Kohler nodded. “You did predict it, sir.”
Chapman said in a near whisper to Alastair, “How about this chief of yours, Inspector? Never seen a man work so hard at kissing ass.” He ended with a laugh.
“So who is the dead man that Mary fingered?” asked Ransom, pointing to the small man’s corpse.
Kohler replied, “Your man…snitch of yours, Bosch.”
“What? Are you insane?” he asked Kohler and then he moaned to the corpse in the barn. “Ahhh…Bosch…”
Jane felt the depth of his pained response.
“The old bitty was quite clear on who was butchering and eating the children,” said Chapman, “and she named your man.”
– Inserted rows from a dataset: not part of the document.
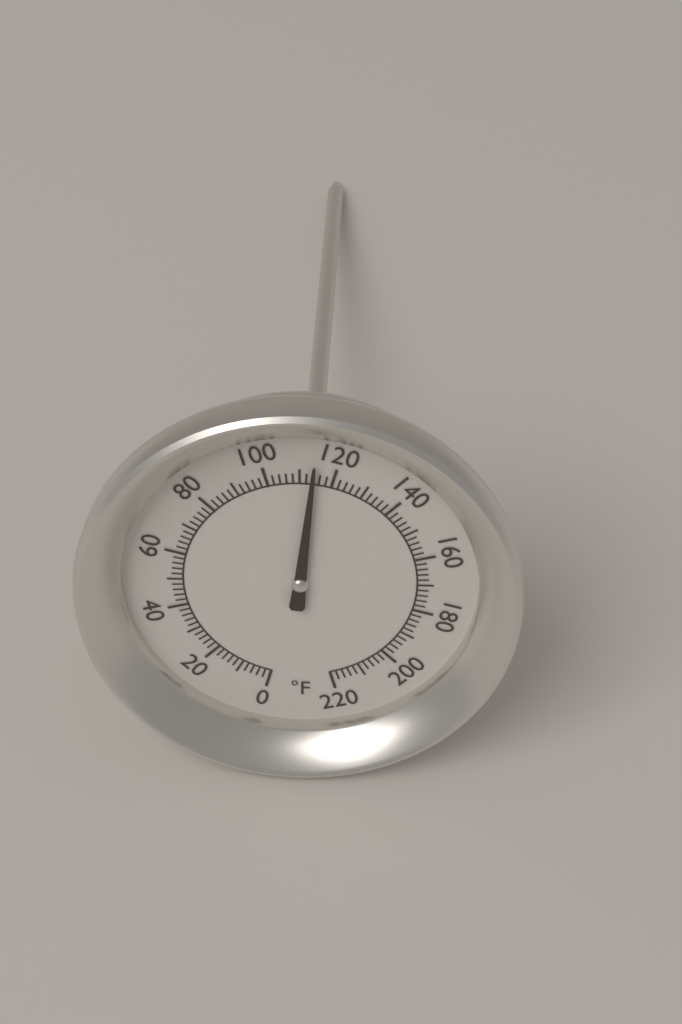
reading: 114 °F
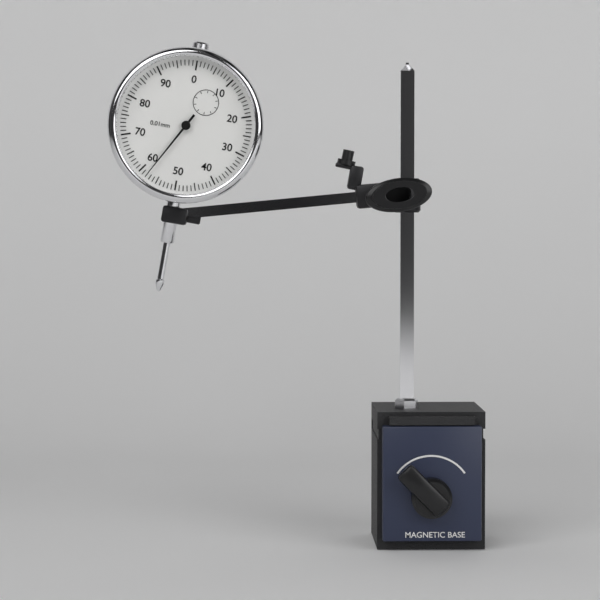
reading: 0.58 mm
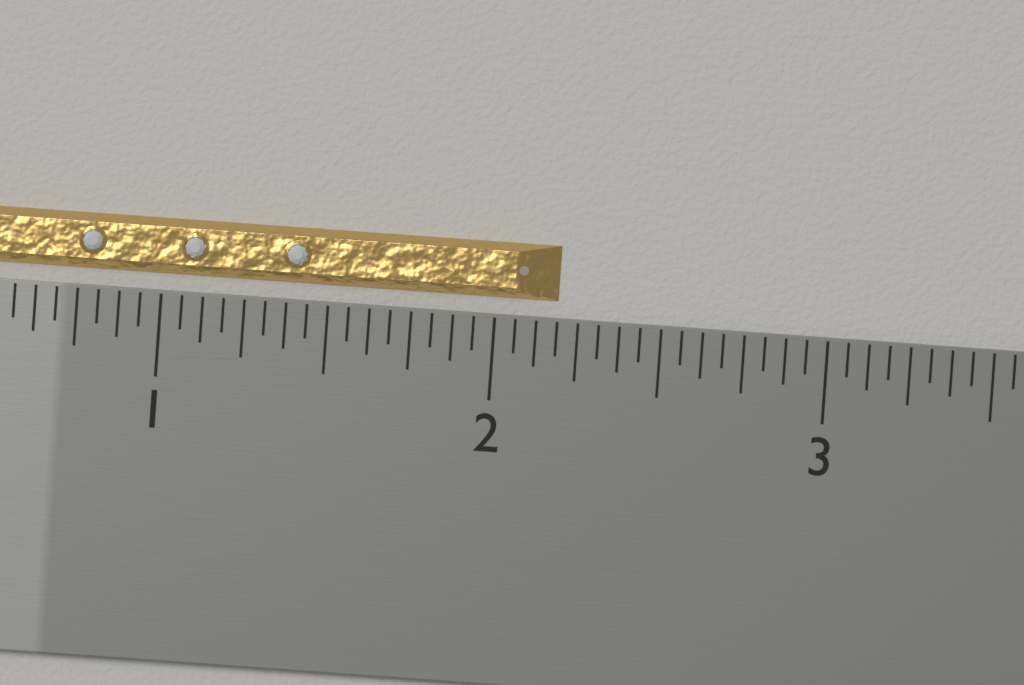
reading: 2.1875 inch
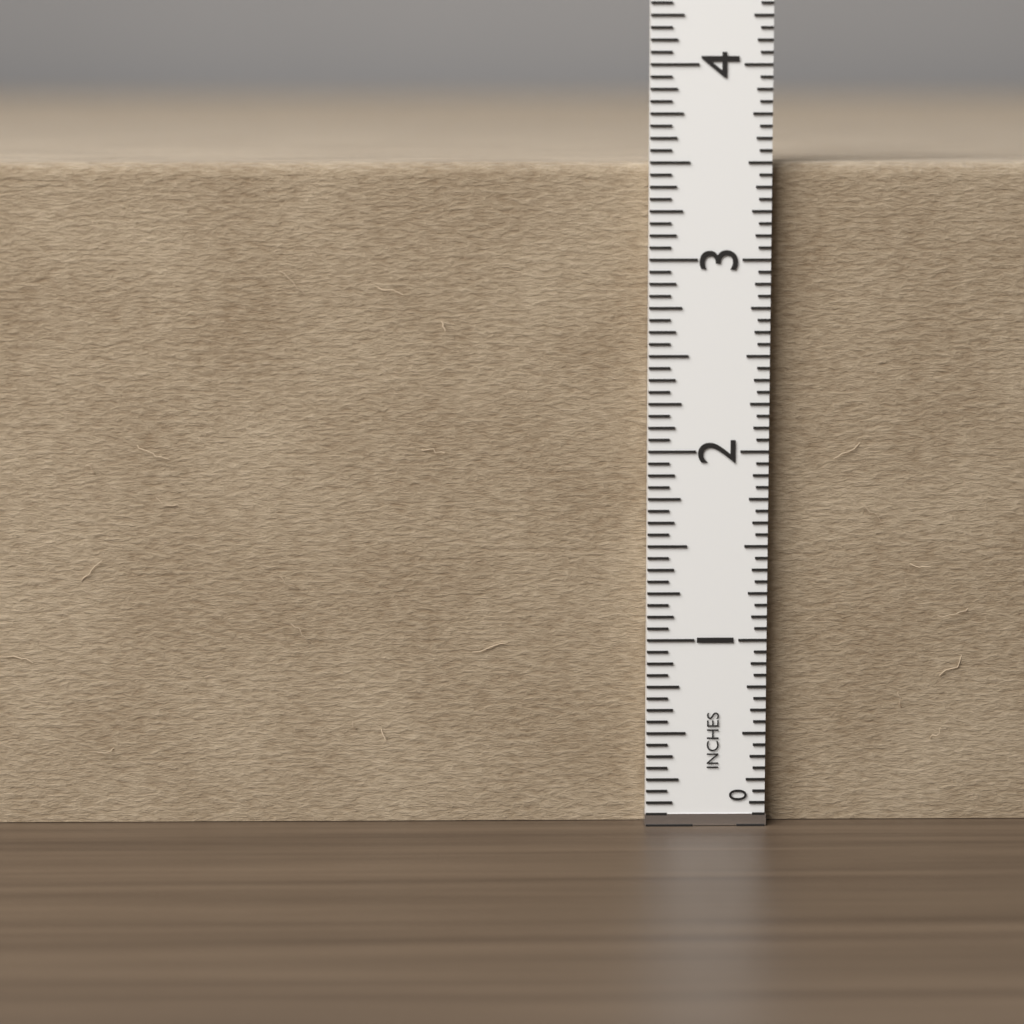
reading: 3.5000 in
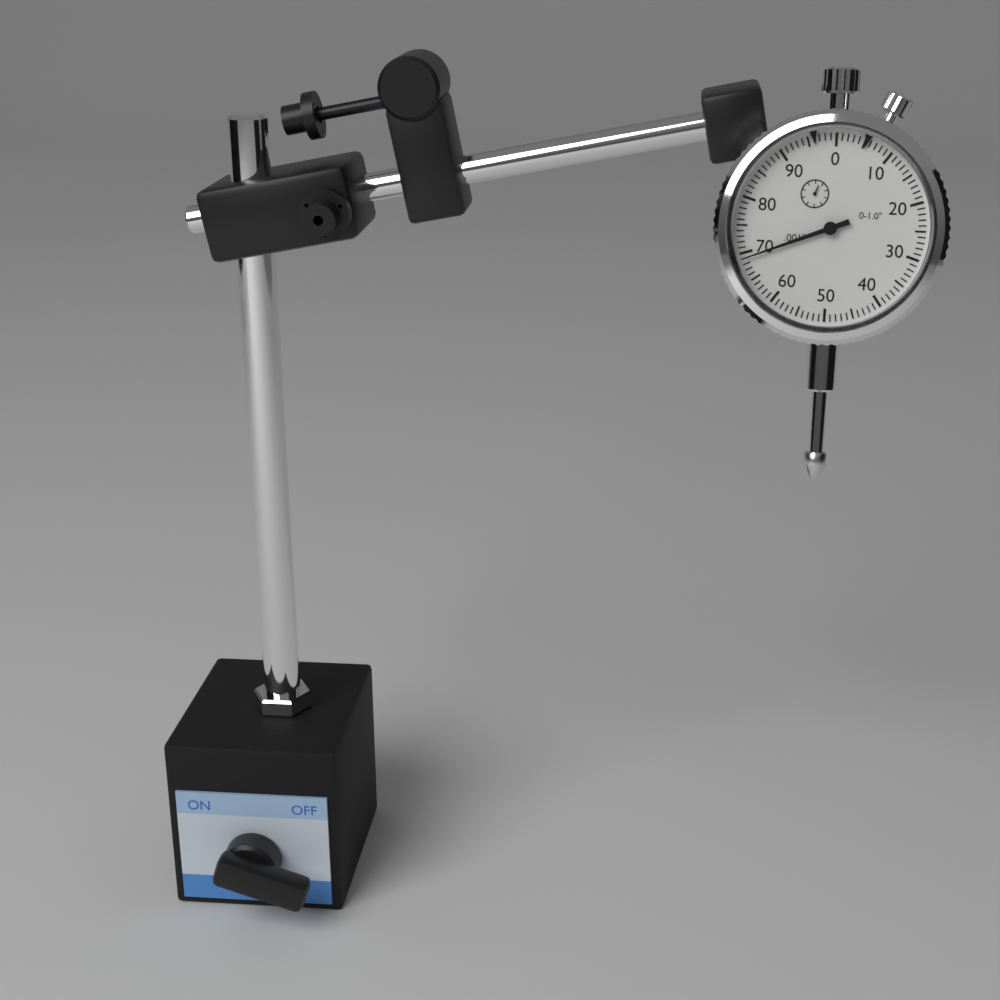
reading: 0.069 in
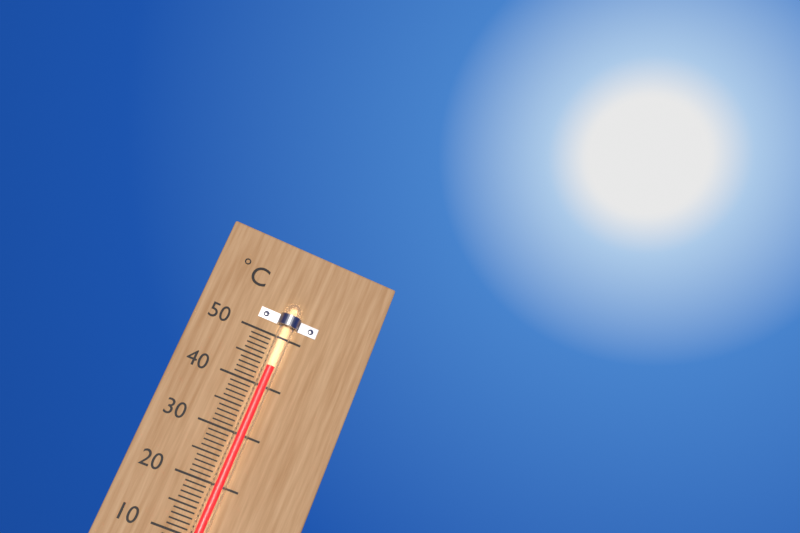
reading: 44 °C
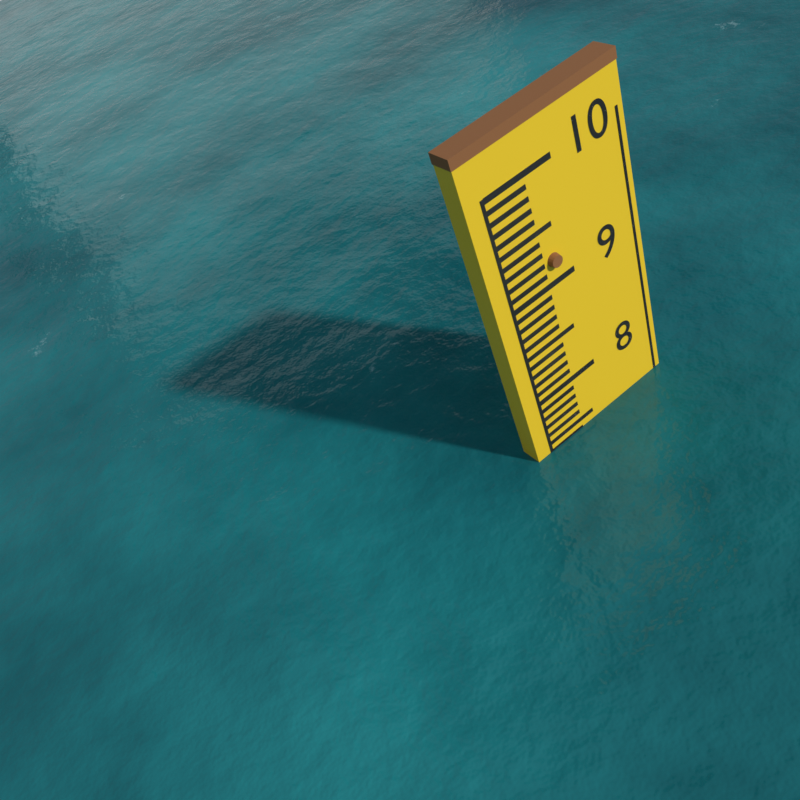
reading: 7.4 (no unit)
“It makes sense, Ransom,” said Kohler. “Think of it. He knows not only the ins and outs and ups and downs of the homeless children, but he knows the workings of our department. In a sense, you yourself furnished him with information and-”
“But Bosch?” Ransom still could not believe it, and he imagined that the old wild woman, Mary, simply drew on the first notorious name leaping to mind, perhaps the only one she had known for any length of time in Chicago, Henry “Dot ’n’ Carry” Bosch.
“A cripple like Bosch…you really think he was behind your granddaughter’s death, Senator Chapman?” asked Ransom.
“Whataya mean, a cripple?”
“Bosch had a wooden leg.”
“W-wooden leg?” The senator glared at Chief Kohler. “What’s he talking about?”
Jane realized one of the missing parts of what hung beside Bloody Mary from the barn rafters had no peg leg.